Cold or not, it was fucking beautiful up here, though.
It was also beautiful at his home down in the Pennsylvania mountains, where his brother was alpha of their people. He hadn’t been home in six months, not since he’d gone down to visit his mom for her seventieth birthday. Among the gifts and flowers and her favorite cake, his mother had urged him to take a mate and start a family before it was too late.
He wasn’t a teenager anymore, but he was hardlyold.Hell, he was still two years away from thirty. He wanted that life, he just wanted to wait for his truemate.
Wherever the hell she was.
The snow crunched under his heavy boots as he headed toward the Entrance. He let his bear out a little to help him listen and watch for anything out of the ordinary.
In the ten years that Storm had been a Guardian, Jack Frost had attacked every single year, particularly on Christmas Day, when Santa’s magic was depleted from delivering toys, and he was the most vulnerable.
December was the most dangerous time of year for the Guardians when they were more likely to have to face Frost or one of his followers, an elf turned evil by Jack’s dark magic. He didn’t plan to shuffle off the mortal coil anytime soon, Jack Frost or not.
A magical person could open a portal from anywhere in the world to come to Northernmost and the Well of Magic, and they had to come at least once a year to replenish their magic. But while there were an infinite number of locations for a portaltoNorthernmost, every portal to the top of the world merged in one place.
The Guardians called it the Entrance, and it was just outside the barracks the Guardians used for housing.
He passed by Santa’s home, a snow-covered cabin that always smelled like cinnamon and cocoa, past the elf barracks and workshops, and finally past the Well of Magic, a huge stone pit that glowed with the same neon yellows and greens as the Northern Lights.
As he trudged toward the Entrance and passed close to the Well, a chill swept up his neck and he took a few steps away from the stone pit. Even though he wasn’t a magical person, he was affected by the magic nonetheless. It made the hair on the back of his neck stand up and prickles race down his spine. It was like being under an electrical tower and feeling the power coursing through the wires. But it wasn’t electricity that made the Well, it was pure magic and the only source of replenishment for the magical people in the world.
If Jack Frost had his way and turned the Well to darkness, those who didn’t want to touch dark magic would eventually lose all their power. Then only dark magic would abound and that was a world that would border on apocalyptic.
All that would be left were magicless good people, shifters and humans, and all the evil magic users that would willingly follow Jack Frost to the very ends of the earth.
Hard pass on that.
Shifters, like humans, weren’t magical. He couldn’t get to Northernmost, or back home, without an escort. He didn’t mind not having access to magic, although it would be handy as hell to be able to fly like the fae or cast spells like the warlocks. But he was definitely blessed to be able to shift.

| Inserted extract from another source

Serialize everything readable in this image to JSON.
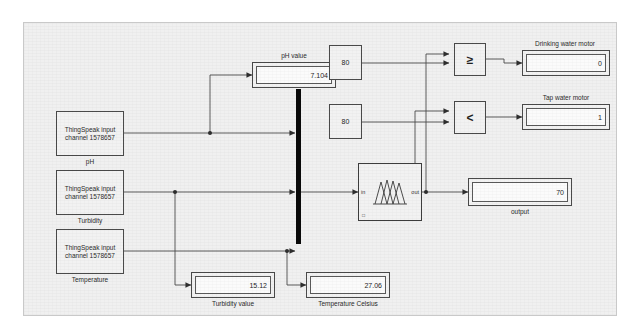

The Entrance came into view. It was an archway made of the bones of some ancient arctic creature, curved and twisted, bleached with the sun. Hundreds of thousands of magical people came to Northernmost through the Entrance every year. Some came as groups, like the witches, and some came individually, but they all had to come, otherwise, their magic would run out, and they wouldn’t be able to open a portal on their own.
There was light and dark magic, good and evil, but evil magic wasn’t replenished at the Well.
The Entrance rumbled as it was engaged. The bones began to glow and pulse, and he shielded his eyes as it brightened to a blistering white. When the glow faded, three females stood in red cloaks.
He recognized them from the dossier for those who’d arranged to come to the Well that day.
“Ladies,” he said. “Welcome to Northernmost.”
“Hello, Storm,” said Anyanka, the head of a small witch’s coven in Washington, as she dropped her hood back to reveal a striking head of red hair.
She gave him a little smile as she and her other coven members walked by him and made their way to the Well. She was pretty and powerful, but she wasn’t his truemate. While his mother’s anxious words echoed in his head and his polar beardeclared he wouldn’t mind rolling around in the snowwith her, he shook his head to no one in particular.
He was waiting for his truemate, no matter how long it took.
Yeah, he was lonely. At eighteen, he’d come to Northernmost to train to be a Guardian and had left his family behind, save for his brothers, Hunter and Winter, who joined him later. Someday, though, he’d find his truemate, and then his bed wouldn’t be cold, and his heart wouldn’t feel like it was half empty.
Until then, though, he’d focus on work.
It was going to be a hell of a busy month, after all.
Frost and his evil followers wouldn’t wait long before they attacked, trying to get into Northernmost and take over the Well, not to mention taking out Santa too.
It was Storm’s job to ensure that didn’t happen, come hell or high water.
Or as they liked to say at the top of the world, come snow or solid ice.
He’d successfully defended the Well for ten years. He wasn’t about to mess up now.